Better Predictive Models Could Lead to Fewer Clothing Returns, Finds Study

Returns are the bane of any retailer and a new study suggests a scalable illustrative machine-learning model that could help reduce returns and improve profit by more than 8 per cent.

Long Story, Cut Short
  • In fashion, as in many industries, the product return rate is key input into any product management strategy.
  • The study showed that incorporating item images into models helps a firm decide, prior to launch, which products to include in its online store based on profitability net of returns.
  • The approach has the advantage that it can be easily implemented by a retailer for each fashion collection.
The study model enhanced by the neural network thus predicted return rates based on image and colour in addition to the baseline of seasonality, price, and type of garment.
Pro-fitting The study model enhanced by the neural network thus predicted return rates based on image and colour in addition to the baseline of seasonality, price, and type of garment. This model improved the prediction rate by 13.5% compared to the baseline. With that information, the retailer could choose not to display about 7% of the items in its inventory on its website. In doing so, the company could improve profits by 8.3%. ha11ok / Pixabay

A new study that could help retailers manage returns and improve profit by more than 8% uses illustrative machine-learning models that provide face-valid interpretations and reinforce the value of using prelaunch images to manage returns.

  • The research team demonstrated that item images improve predictions of return rates, that policies based on predictions can improve profit, and that data-based insights are face valid, internally consistent, and suggest which items are returned at high and low rates.
  • The team displayed that incorporating item images into models helps a firm decide, prior to launch, which products to include in its online store based on profitability net of returns
  • The approach is fully automated, scalable, implementable prior to product launch, and an improvement on current practice that does not incorporate product images. 
  • The approach has the advantage that it can be easily implemented by a retailer for each fashion collection.
  • The focal retailer can thus improve profit by 8.3% and identify items with features less likely to be returned, says the study ‘Leveraging the Power of Images in Managing Product Return Rates’ authored by Prof Daria Dzyabura, New Economic School, Moscow; Prof Siham El Kihal,  School of Finance & Management, Germany John R Hauser, MIT Sloan School of Management, USA, Asst Prof Marat Ibragimov, MIT Sloan School of Management, USA. 

THE METHOD: The team developed a modelling framework to predict and interpret how product images relate to their return rates. And for this the team focused on a large European apparel retailer and observed that item return rates were averaging 53% ranging from 13% to as high as 96% for some items. This was in contrast with the 3% return rate in the same retailer’s offline channel, with the same set of items. 

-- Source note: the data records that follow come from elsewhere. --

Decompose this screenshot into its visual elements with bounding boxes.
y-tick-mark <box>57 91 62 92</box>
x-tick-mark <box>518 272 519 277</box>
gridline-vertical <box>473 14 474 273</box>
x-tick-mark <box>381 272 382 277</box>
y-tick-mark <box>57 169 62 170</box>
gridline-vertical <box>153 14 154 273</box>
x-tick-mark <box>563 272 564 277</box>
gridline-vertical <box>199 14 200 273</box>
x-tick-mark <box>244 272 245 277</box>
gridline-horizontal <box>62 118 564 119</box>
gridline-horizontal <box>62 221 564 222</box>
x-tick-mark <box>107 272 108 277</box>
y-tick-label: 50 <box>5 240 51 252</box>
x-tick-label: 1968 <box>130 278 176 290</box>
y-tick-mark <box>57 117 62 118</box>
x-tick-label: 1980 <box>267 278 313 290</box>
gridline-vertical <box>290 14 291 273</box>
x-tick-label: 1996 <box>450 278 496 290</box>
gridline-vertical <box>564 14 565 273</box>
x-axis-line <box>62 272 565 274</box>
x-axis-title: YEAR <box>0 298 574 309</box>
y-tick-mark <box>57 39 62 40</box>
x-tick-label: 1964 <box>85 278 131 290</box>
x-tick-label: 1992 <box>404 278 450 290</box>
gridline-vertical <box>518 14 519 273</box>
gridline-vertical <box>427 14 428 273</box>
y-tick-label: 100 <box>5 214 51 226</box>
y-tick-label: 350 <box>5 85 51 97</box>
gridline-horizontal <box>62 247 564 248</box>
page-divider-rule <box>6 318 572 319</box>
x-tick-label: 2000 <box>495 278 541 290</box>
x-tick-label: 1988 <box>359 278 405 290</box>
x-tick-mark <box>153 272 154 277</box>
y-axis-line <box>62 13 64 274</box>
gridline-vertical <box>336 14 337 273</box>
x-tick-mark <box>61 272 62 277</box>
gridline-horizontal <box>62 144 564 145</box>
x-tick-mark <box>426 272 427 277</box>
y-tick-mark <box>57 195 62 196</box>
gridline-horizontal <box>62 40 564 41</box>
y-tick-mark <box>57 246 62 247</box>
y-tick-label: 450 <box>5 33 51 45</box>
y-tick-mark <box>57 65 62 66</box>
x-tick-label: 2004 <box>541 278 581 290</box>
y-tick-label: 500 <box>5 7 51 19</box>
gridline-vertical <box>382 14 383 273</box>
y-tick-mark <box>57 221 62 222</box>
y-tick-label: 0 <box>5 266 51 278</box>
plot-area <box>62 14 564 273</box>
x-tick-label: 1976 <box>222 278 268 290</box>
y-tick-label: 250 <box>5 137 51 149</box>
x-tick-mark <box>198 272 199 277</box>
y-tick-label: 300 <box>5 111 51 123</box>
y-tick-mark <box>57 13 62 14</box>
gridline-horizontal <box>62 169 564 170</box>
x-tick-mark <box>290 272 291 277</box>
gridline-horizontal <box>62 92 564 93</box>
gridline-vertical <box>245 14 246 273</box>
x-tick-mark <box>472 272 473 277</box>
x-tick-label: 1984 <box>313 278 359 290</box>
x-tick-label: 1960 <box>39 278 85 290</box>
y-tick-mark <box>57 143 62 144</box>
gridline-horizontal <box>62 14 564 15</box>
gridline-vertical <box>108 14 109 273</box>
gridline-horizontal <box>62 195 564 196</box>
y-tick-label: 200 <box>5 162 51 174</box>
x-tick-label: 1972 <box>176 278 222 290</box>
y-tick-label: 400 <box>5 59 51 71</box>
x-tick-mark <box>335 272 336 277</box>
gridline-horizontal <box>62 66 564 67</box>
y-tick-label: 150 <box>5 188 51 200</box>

  • Even with high margins, the items on the higher end of this spectrum generated a net loss for the firm’s online store.
  • Machine learning models produce accurate predictions of an item’s return rate based on features of the product image and other characteristics available prelaunch. For example, including deep-learning image features in gradient-boosted regression trees (GBRT) predicts 13.5% better than a model based on traditional features alone. 
  • Using this model and the derived policy to decide on which items to display results in a profit improvement net of returns by 8.3% relative to displaying all items in the online channel. 
  • SHAP values (that relate the interpretable features to return rates) based on automatically-generated interpretable image-processing features suggest how the firm might design (or otherwise source) items less likely to be returned. 
  • The team tested a variety of alternative machine-learning models and features to suggest which do well and which do not on their data. Among those tested were deep-learning features, human-coded features, hand-crafted automated pattern and colour features, and the automatically-generated image-based interpretable features. 

THE CONTEXT: In fashion, as in many industries, the product return rate is key input into any product management strategy. The problem in the fashion industry is that fashion seasons are short and return deadlines are generous. 

  • By the time an item’s return rate is observed, the fashion season is well under way or almost over. To effectively manage item assortment in light of returns, it is critical that the retailer is able to predict item return rates using only data available before the launch.
  • Under European Union policy, customers can return items within 14 days without providing a reason, but they must be returned in the same channel of purchase. Return rates for products sold online ranged from 13% to 96%, with an average rate of 56%—compared to just 3% for items purchased in person.